When do the Making Tax Digital income tax thresholds change?
The MTD for Income Tax threshold is being reduced in three stages. From 6 April 2026, anyone with qualifying income over £50,000 must comply. From 6 April 2027, the threshold drops to £30,000. From 6 April 2028, it falls to £20,000. There is currently no announced threshold below £20,000, but HMRC has indicated it may reduce further in future years.
Do I need to sign up for MTD if I am not required to?

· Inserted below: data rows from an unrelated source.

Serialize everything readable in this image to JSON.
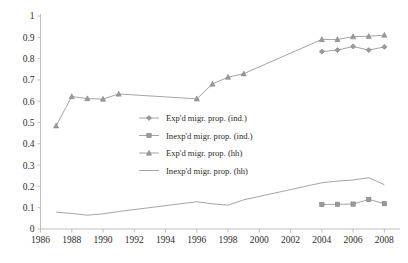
{
  "chart_data": {
    "type": "line",
    "title": "",
    "xlabel": "",
    "ylabel": "",
    "xlim": [
      1986,
      2009
    ],
    "ylim": [
      0,
      1
    ],
    "grid": false,
    "legend_position": "center",
    "ytick_labels": [
      "1",
      "0.9",
      "0.8",
      "0.7",
      "0.6",
      "0.5",
      "0.4",
      "0.3",
      "0.2",
      "0.1",
      "0"
    ],
    "ytick_values": [
      1,
      0.9,
      0.8,
      0.7,
      0.6,
      0.5,
      0.4,
      0.3,
      0.2,
      0.1,
      0
    ],
    "xtick_labels": [
      "1986",
      "1988",
      "1990",
      "1992",
      "1994",
      "1996",
      "1998",
      "2000",
      "2002",
      "2004",
      "2006",
      "2008"
    ],
    "xtick_values": [
      1986,
      1988,
      1990,
      1992,
      1994,
      1996,
      1998,
      2000,
      2002,
      2004,
      2006,
      2008
    ],
    "series": [
      {
        "name": "Exp'd migr. prop. (ind.)",
        "marker": "diamond",
        "color": "#9a9a9a",
        "x": [
          2004,
          2005,
          2006,
          2007,
          2008
        ],
        "values": [
          0.833,
          0.84,
          0.857,
          0.84,
          0.855
        ]
      },
      {
        "name": "Inexp'd migr. prop. (ind.)",
        "marker": "square",
        "color": "#9a9a9a",
        "x": [
          2004,
          2005,
          2006,
          2007,
          2008
        ],
        "values": [
          0.115,
          0.116,
          0.117,
          0.139,
          0.119
        ]
      },
      {
        "name": "Exp'd migr. prop. (hh)",
        "marker": "triangle",
        "color": "#9a9a9a",
        "x": [
          1987,
          1988,
          1989,
          1990,
          1991,
          1996,
          1997,
          1998,
          1999,
          2004,
          2005,
          2006,
          2007,
          2008
        ],
        "values": [
          0.485,
          0.622,
          0.612,
          0.61,
          0.634,
          0.611,
          0.681,
          0.713,
          0.729,
          0.89,
          0.89,
          0.903,
          0.905,
          0.91
        ]
      },
      {
        "name": "Inexp'd migr. prop. (hh)",
        "marker": "none",
        "color": "#b0b0b0",
        "x": [
          1987,
          1988,
          1989,
          1990,
          1991,
          1996,
          1997,
          1998,
          1999,
          2004,
          2005,
          2006,
          2007,
          2008
        ],
        "values": [
          0.079,
          0.073,
          0.065,
          0.071,
          0.082,
          0.128,
          0.118,
          0.112,
          0.137,
          0.217,
          0.225,
          0.23,
          0.241,
          0.208
        ]
      }
    ]
  },
  "legend": {
    "items": [
      {
        "label": "Exp'd migr. prop. (ind.)",
        "marker": "diamond"
      },
      {
        "label": "Inexp'd migr. prop. (ind.)",
        "marker": "square"
      },
      {
        "label": "Exp'd migr. prop. (hh)",
        "marker": "triangle"
      },
      {
        "label": "Inexp'd migr. prop. (hh)",
        "marker": "none"
      }
    ]
  },
  "colors": {
    "line": "#9a9a9a",
    "axis": "#b9b9b9",
    "text": "#2b2b2b",
    "background": "#ffffff"
  }
}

Voluntary sign-up is available if you want to start using MTD-compatible software ahead of a future threshold change. However, there is no benefit to signing up early if you are not required to. Most directors drawing salary and dividends only should wait until and if a future threshold reduction brings them within scope. If you have rental income that is currently below the threshold but expected to grow, it is worth planning ahead so you are not unprepared when the lower thresholds arrive.
What software do I need if MTD for Income Tax does apply to me?
You need HMRC-recognised software that can submit quarterly updates and an end-of-period statement directly to HMRC. Xero, QuickBooks, FreeAgent, and several specialist self-assessment tools are all MTD-compatible. HMRC closed its free CATO service on 31 March 2026, so if you were using that, you need to switch. The quarterly updates cover income and expenses for each quarter, with a final declaration replacing the annual Self-Assessment return.
How Alto Can Help
Alto Accounting is an ACCA registered practice working with UK agency founders and limited company directors. We help directors understand exactly which tax changes apply to them and which ones they can safely ignore.
If you have rental income, personal self-employment income alongside your company, or you are simply not sure whether Making Tax Digital 2026 affects you, book a free consultation to get a clear answer for your specific situation.